The Growth of Biological Thought (992 pages, Belknap Press, ISBN 0674364465) is a book written by Ernst Mayr, first published in 1982. It is subtitled Diversity, Evolution, and Inheritance, and is as much a book of philosophy and history as it is of biology. [1] It is a sweeping, academic study of the first 2,400 years of the science of biology ...
Mayr's definition has gained wide acceptance among biologists, but does not apply to organisms such as bacteria, which reproduce asexually.
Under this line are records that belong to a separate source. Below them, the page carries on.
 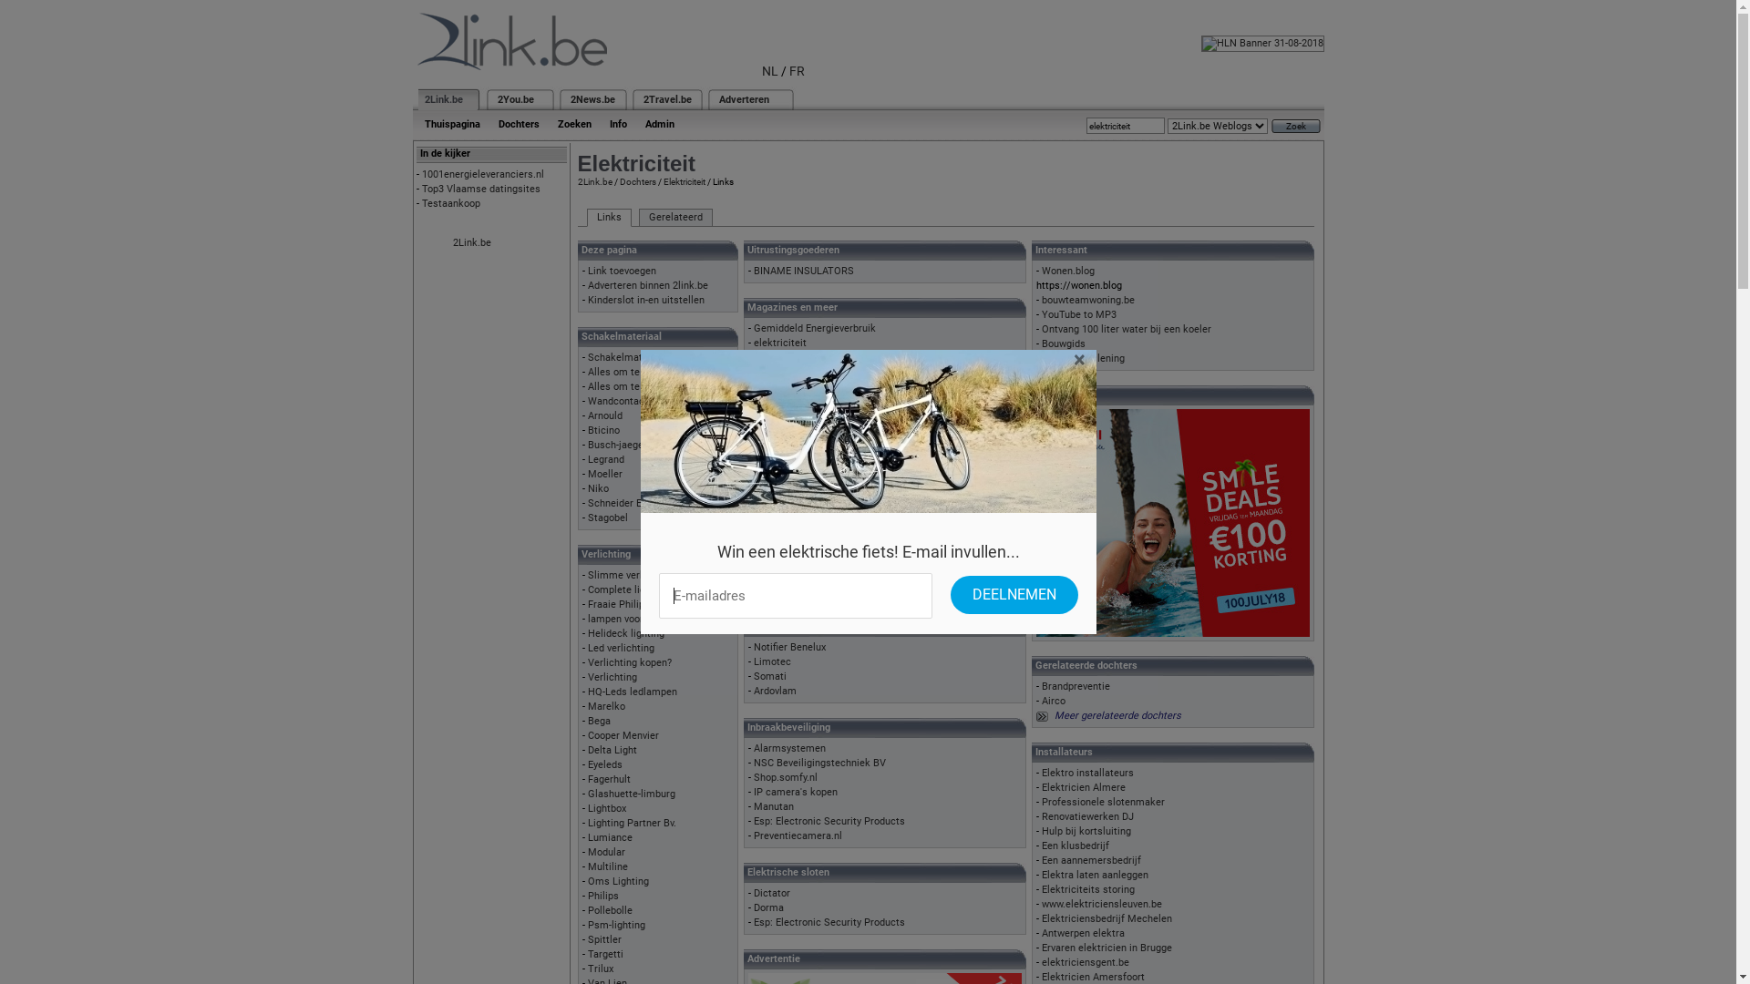 I want to click on Stagobel, so click(x=607, y=518).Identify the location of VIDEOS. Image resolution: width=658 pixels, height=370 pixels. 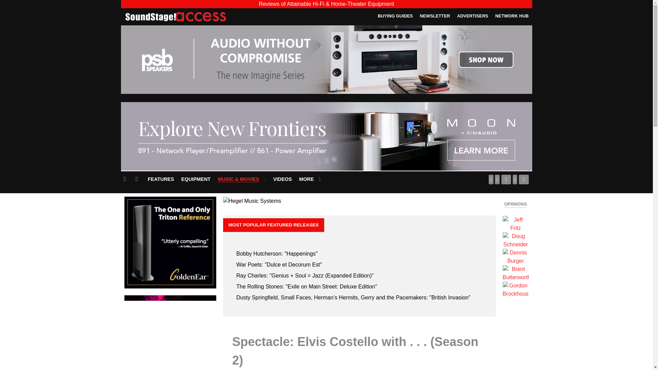
(283, 179). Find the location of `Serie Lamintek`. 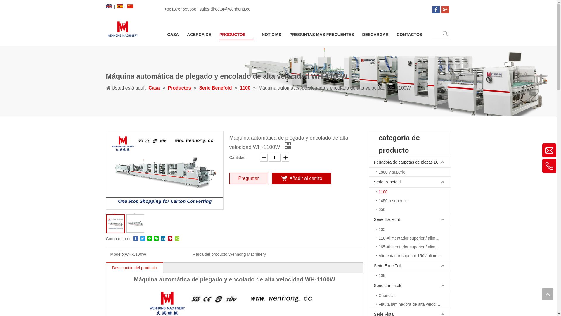

Serie Lamintek is located at coordinates (410, 285). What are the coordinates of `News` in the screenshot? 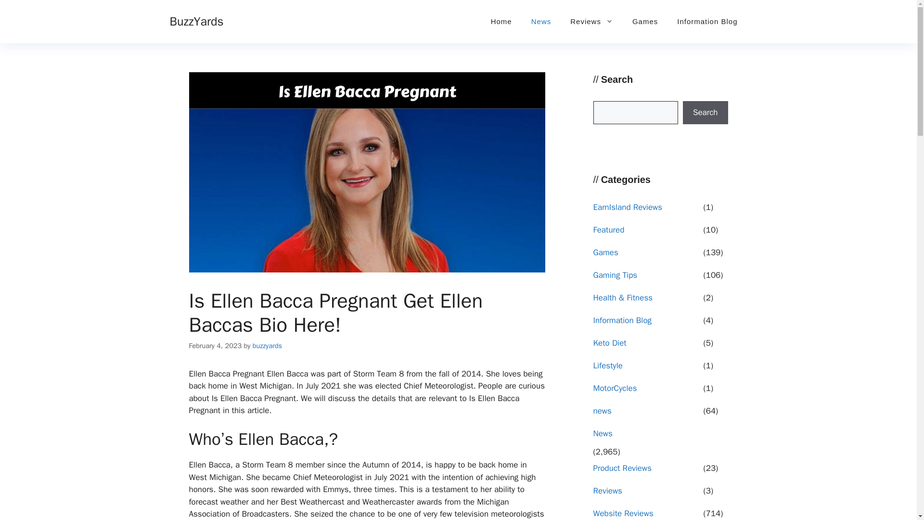 It's located at (541, 21).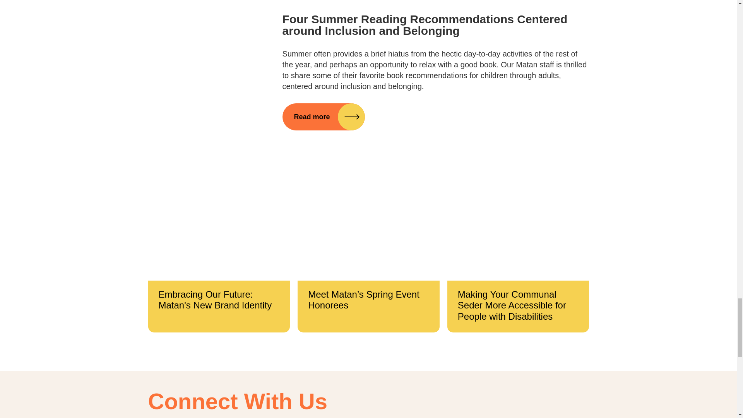 Image resolution: width=743 pixels, height=418 pixels. Describe the element at coordinates (324, 117) in the screenshot. I see `Read more` at that location.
Speciation is the lineage-splitting event that results in two separate species forming from a single common ancestral population. [15] A widely accepted method of speciation is called allopatric speciation.
Ernst Mayr, an influential evolutionary biologist [31] In 1947, "a consensus had been achieved among geneticists, paleontologists and systematists and that evolutionary biology as an independent biological discipline had been established" during a Princeton University conference. [32] This 20th century synthesis incorporated speciation.
The synthesis was defined differently by its founders, with Ernst Mayr in 1959, G. Ledyard Stebbins in 1966, and Theodosius Dobzhansky in 1974 offering differing basic postulates, though they all include natural selection, working on heritable variation supplied by mutation.
This model was popularized by Ernst Mayr in his 1954 paper "Change of genetic environment and evolution," [3] and his classic volume Animal Species and Evolution (1963). [ 29 ] Allopatric speciation suggests that species with large central populations are stabilized by their large volume and the process of gene flow .
Founder effect: The original population (left) could give rise to different founder populations (right). In population genetics, the founder effect is the loss of genetic variation that occurs when a new population is established by a very small number of individuals from a larger population.